Review: ‘Eagle Eye’
Action adventure movies work best when you have someone to root for or something to think about. Ideally, the movie offers both otherwise the action is mindless and the time in the theater wasted. [[[Eagle Eye]]] makes you think about the price of privacy as a government entity known as Aria uses every digital piece of data available to manipulate people into help it execute a program design to sever the Executive Branch of the government from the waking world.
The film focuses on the prime players, a slacker named Jerry Shaw (Shia LaBeouf) and a thirtysomething paralegal Rachel Holloman (Michelle Monaghan) who are directed by a feminine voice to comply with orders or things would get bad for them. In Jerry’s case, he’s framed by Aria as a potential terrorist in the wake of his Air Force lieutenant twin’s death. For Rachel, her eight year old son’s life is threatened as the boy travels with the school band to Washington to perform at the State of the Union address.
The computer gives them no choice and sees to it that they can follow orders by keeping the police and federal investigators, headed by Billy Bob Thornton and Rosario Dawson, at bay by manipulating street lights, automated construction equipment, and much more. All along, others have been manipulated to help construct and deliver the means by which Aria intends to rid America of its “corrupt” leaders and begin anew.
Jerry and Rachel find themselves thrown together and learn to trust one another as their three day odyssey takes them from Chicago east towards Washington. Given their age and background differences, the two avoid the film cliché of falling in love and pausing form saving the world to having sex. Instead they rush breathlessly towards their destiny.

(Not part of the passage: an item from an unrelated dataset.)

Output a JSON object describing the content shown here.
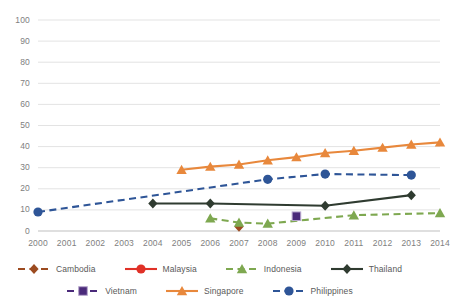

While the film has lofty goals it fails to work on several levels. Watching the film with a member of the federal government meant a running commentary of security flaws such as Thornton and Dawson discussing sensitive matters over an unsecure channel. Also, we’ve seen the computer taking the world to the brink of destruction once a generation starting with the brilliant [[[Colossus the Forbin Project]]] and more recently in John Badham’s [[[War Games]]]. Heck, Aria is merely a cousin to HAL and needs to be deactivated for many of the same reasons. The cross country chase, playing beat the clock, has also been done to death especially when you add in the pursuit in the form of Thornton’s dogged fed. The nice thing about the latter is that at least screenwriters Dan McDermott, John Glenn, Travis Wright, and Hillary Seitz rounded out Thornton’s character without making him the usual one- note player.
That Aria can control all these devices is interesting and when she projects Jerry and Rachel’s lives on television screens to demonstrate how much is recorded and available for research (or blackmail) purposes, the message comes through loud and clear that we have all given up our privacy bit by bit. That’s plenty of good for thought and the featurette “Is my Cell Phone Spying on Me?” is the most compelling piece on the two-disc collector’s set, now on sale.
The variations on a theme are all appreciated but still don’t add up to something that’s greater than the sum of its parts. We lose all sense of time and place since we never see them eat or sleep or hell, wash up. To the viewer it’s an endless journey while it isn’t until you watch the extras you realize it has been only three days. Director D.J. Caruso moves things along almost too quickly, not letting the relationships build while continuing to amp up the stakes.
LaBeouf is 21 and plays 25 pretty well, avoiding to come across as any of his previous characters. He and Monaghan play off one another rather well but his Jerry rises to the occasion and becomes a hero like his deceased twin but the film ends before we find what he chooses to do with this newfound knowledge. Monaghan’s single mom is less developed and goes along for the ride in the name of her son.
The extras provide a glimpse at a nice alternate ending, a handful of deleted scenes, and some fun bloopers. The various pieces on the making of the film feel perfunctory but provide some nice insight into the filmmaker’s goals. There’s also a conversation between Caruso and Badham comparing their films and how much technology has changed over the last 20 years.
Thanks a lot for the spoiler in the first paragraph.